Financial software systems must satisfy business requirements that often seem at odds with one another. On the one side, leaders need their services to evolve with the times by introducing new connected digital experiences for their customers. On the other side, the risk associated with opening financial data is high since sensitive personal information such as social security numbers, bank accounts, and credit card numbers can be used to steal identities and conduct malicious activities.
Both stolen credentials for payment processing services and banking account logins are hot commodities for hackers. Such data can be used directly or resold in bulk on the dark web. For example, in 2018, hackers sold over 200 million pieces of personal identifiable information (PII) following a breach of a Chinese hotel chain. Not only does data theft pose a significant threat, but ransomware attacks can be devastating for finance.
As such, the onus is on financial technology (FinTech) providers to ensure that their systems are tamper-proof. Financial institutions must not only arm end-user apps with authentication and authorization functionality, but they must also continually monitor web requests to spot potentially risky activity.
The good news is that these are areas where artificial intelligence(AI) and automation can have a positive impact. Below, we’ll consider five ways that financial systems can utilize AI and automation to reduce risk in their environments and enhance overall cybersecurity. By taking these precautionary measures via cutting-edge technologies, financial institutions can better serve their customers and avoid hefty monetary and reputational losses.
1. Discovering Suspicious Activity
Normally, user behavior will conform to an expected set of patterns. And by analyzing many data points from standard user behaviors, organizations can create a baseline of expected behavior. Then, a machine learning (ML) model can be utilized to detect anomalies that deviate from this baseline.
For example, an AI layer could flag brute-force queries or hazardous strings, which are often clear indications of an attacker performing reconnaissance against a web-based system to discover weaknesses. Placing AI at the perimeter could help detect suspicious behavior early on, before an attacker has had time to do significant damage. Automation could also suspend accounts or API keys while they are being investigated.
2. Automating Vulnerability Detection
Another function in which to utilize automation: vulnerability detection. Most applications now depend on many open-source software packages, which are increasingly prone to software supply chain threats. Tools such as Snyk can run comparisons against a comprehensive database of continually updated exploits. Automated vulnerability scanning can pinpoint zero-day threats as they arise and even approve new patches and update applications automatically.
3. Security Testing and Chaos Engineering
In addition to automating open-source vulnerability detection, there are plenty of other areas in which automated testing can enhance the security posture of financial systems. One can introduce chaos engineering, which aims to test a system against randomness and non-conforming requests. Self-defining infrastructure automation that performs well under stress increases a system’s resilience and helps produce anti-fragile software ecosystems. Having automated security testing can help in many other areas, too, such as code quality testing, container scanning, and software composition analysis.

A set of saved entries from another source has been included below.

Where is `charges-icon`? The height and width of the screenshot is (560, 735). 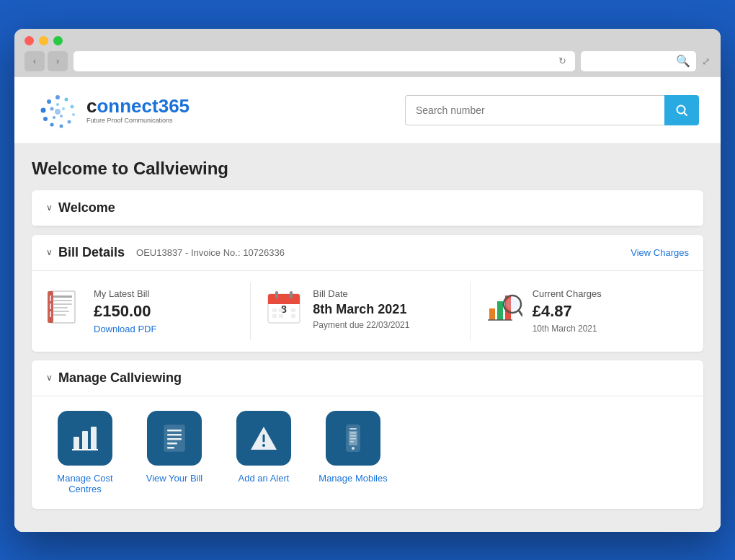
charges-icon is located at coordinates (504, 307).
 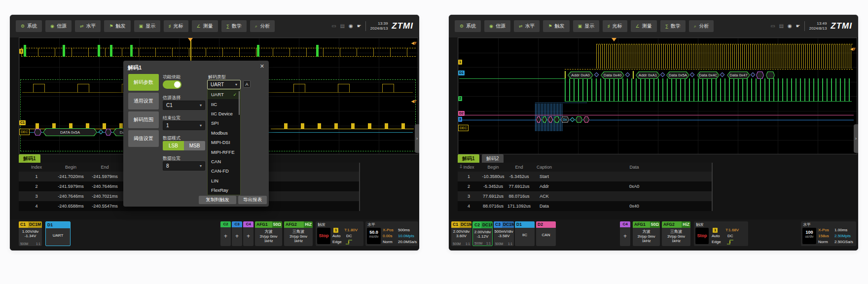 What do you see at coordinates (585, 186) in the screenshot?
I see `table-row: 2 -5.3452us 77.6912us Addr 0xA0` at bounding box center [585, 186].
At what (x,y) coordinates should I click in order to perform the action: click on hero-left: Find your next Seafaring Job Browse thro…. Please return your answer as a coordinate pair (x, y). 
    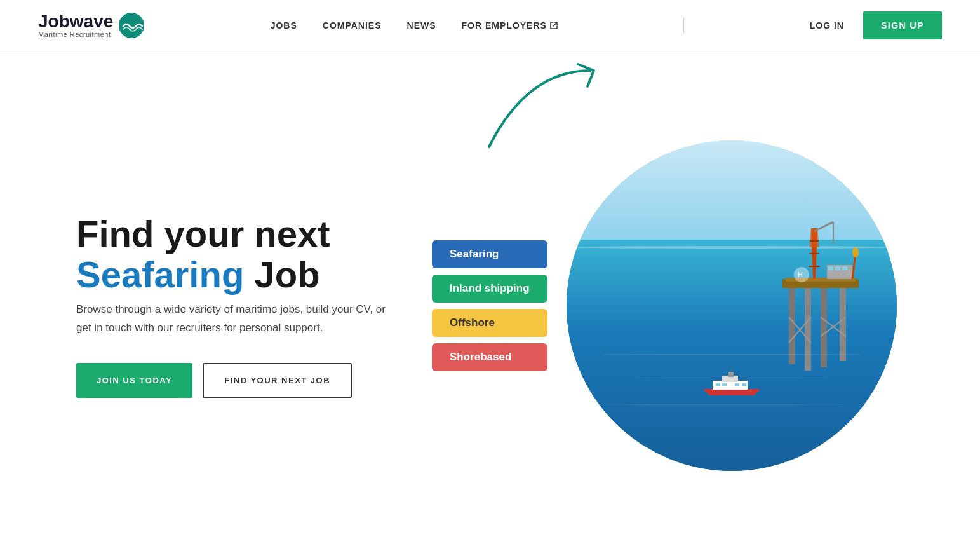
    Looking at the image, I should click on (260, 306).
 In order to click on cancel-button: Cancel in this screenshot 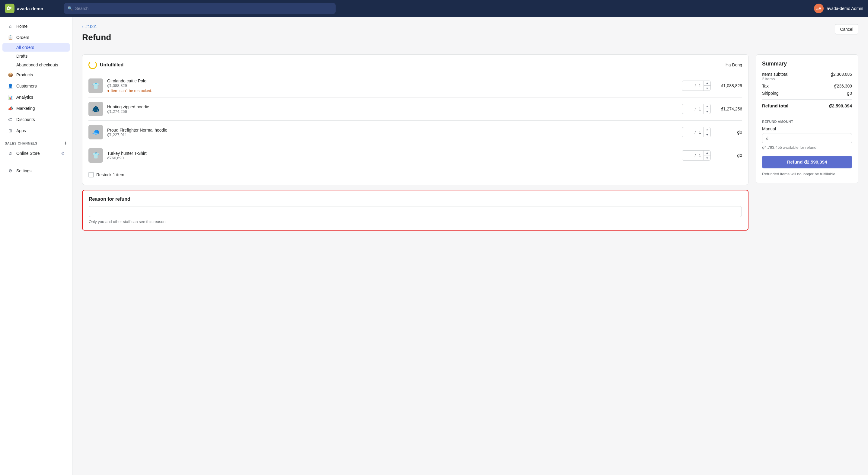, I will do `click(846, 29)`.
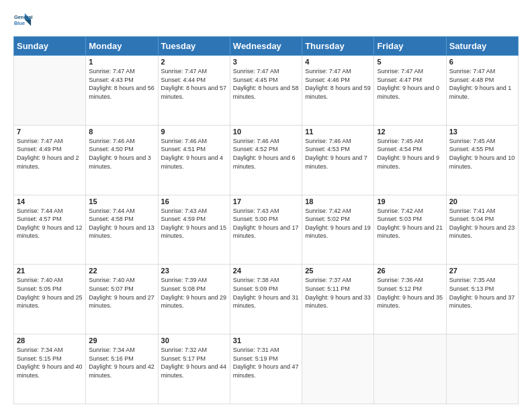  Describe the element at coordinates (50, 132) in the screenshot. I see `day-number: 7` at that location.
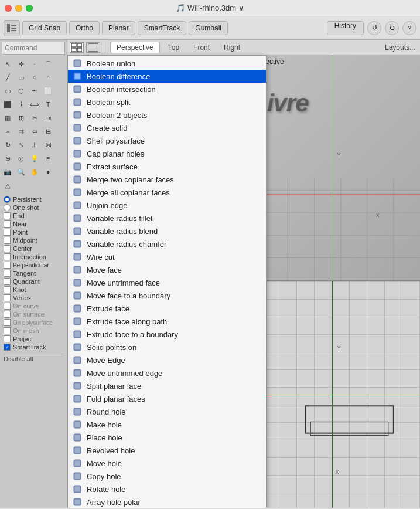 The image size is (420, 509). Describe the element at coordinates (21, 158) in the screenshot. I see `analysis-tool: ◎` at that location.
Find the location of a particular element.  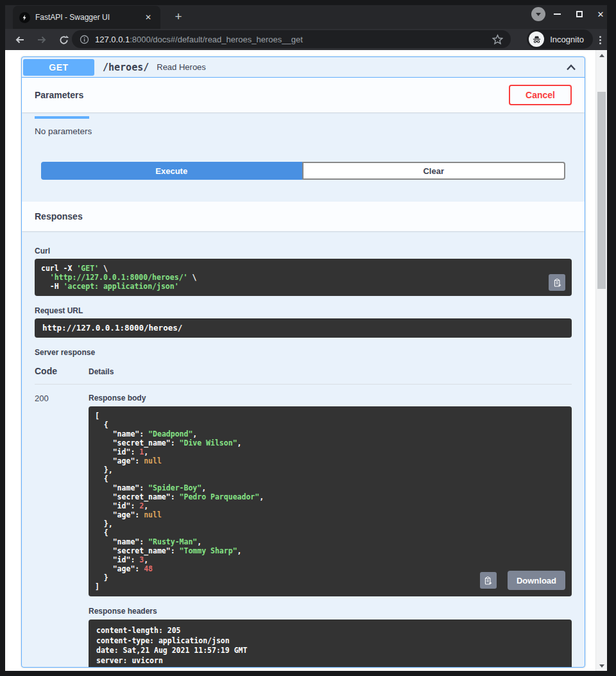

no-parameters-text: No parameters is located at coordinates (303, 125).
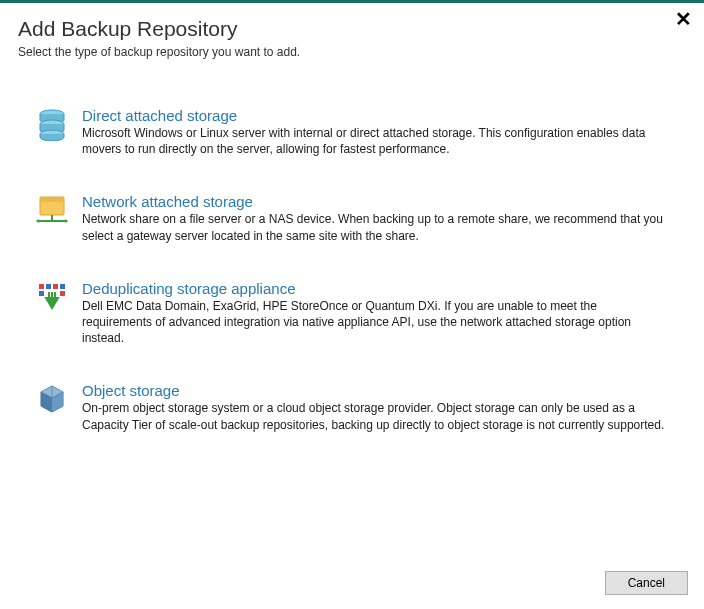 Image resolution: width=704 pixels, height=609 pixels. I want to click on option-title: Object storage, so click(376, 390).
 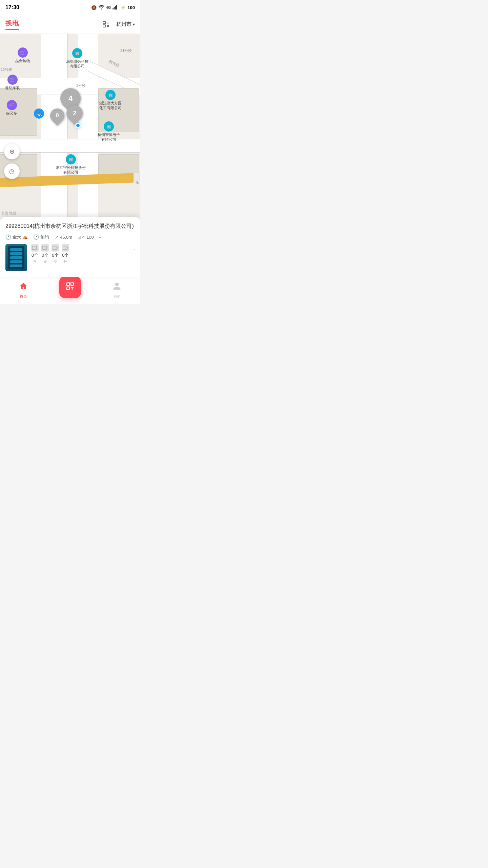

4. Enhancing Incident Response and Remediation
When an incident occurs, or a vulnerability is discovered, it must be quickly remediated before hackers exploit it in the wild. This is partially why site reliability engineering (SRE) is so focused on decreasing mean-time-to-resolution (MTTR) and improving other triage-related metrics. Interestingly, there are many ways in which DevOps tools can work in tandem to automate the incident response process.
For example, application monitoring tools can send alerts to a group chat like Slack or Teams. Incident response management tools such as Blameless can also automate the triage process by collecting logs related to the affected system and then generating reports. This can ensure engineers have all the information they need to address the issue at hand. Of course, quick patching depends upon having a frictionless deployment pipeline — another area where automation is helpful.
5. Layering Upon Authentication
There are also compelling use cases for AI to augment the authentication and login experience. The traditional username and password combination is proving ineffective at stemming the rising tide of security breaches. So, many institutions have looped in passwordless strategies to add another layer of security to their systems.
One such strategy is using AI to track common login attempts and then catching deviations. For example, automation could be used to spot impossible journeys where the user couldn’t have traversed the distances recorded between login attempts. Or, automation could flag a login attempt performed during out-of-office hours as suspicious and signal a one-time password (OTP) to be sent for further verification.
Securing Financial Services And More With AI, Automation
Above, we’ve covered five key areas where financial services can utilize cybersecurity automation and AI to safeguard their services and comply with data regulations. But these tips are not exclusive to the financial sector — many other organizations conducting business online can benefit from evaluating these strategies to protect their sensitive assets.
It’s also good to note that outside of automation and AI, there are plenty of other best practices to keep in mind that will help build a secure foundation for your digital services. These include using multi-factor authentication (MFA), implementing encryption, establishing cloud-native policies, adopting common cybersecurity frameworks, following the rule of least privilege, and training personnel on proper security practices.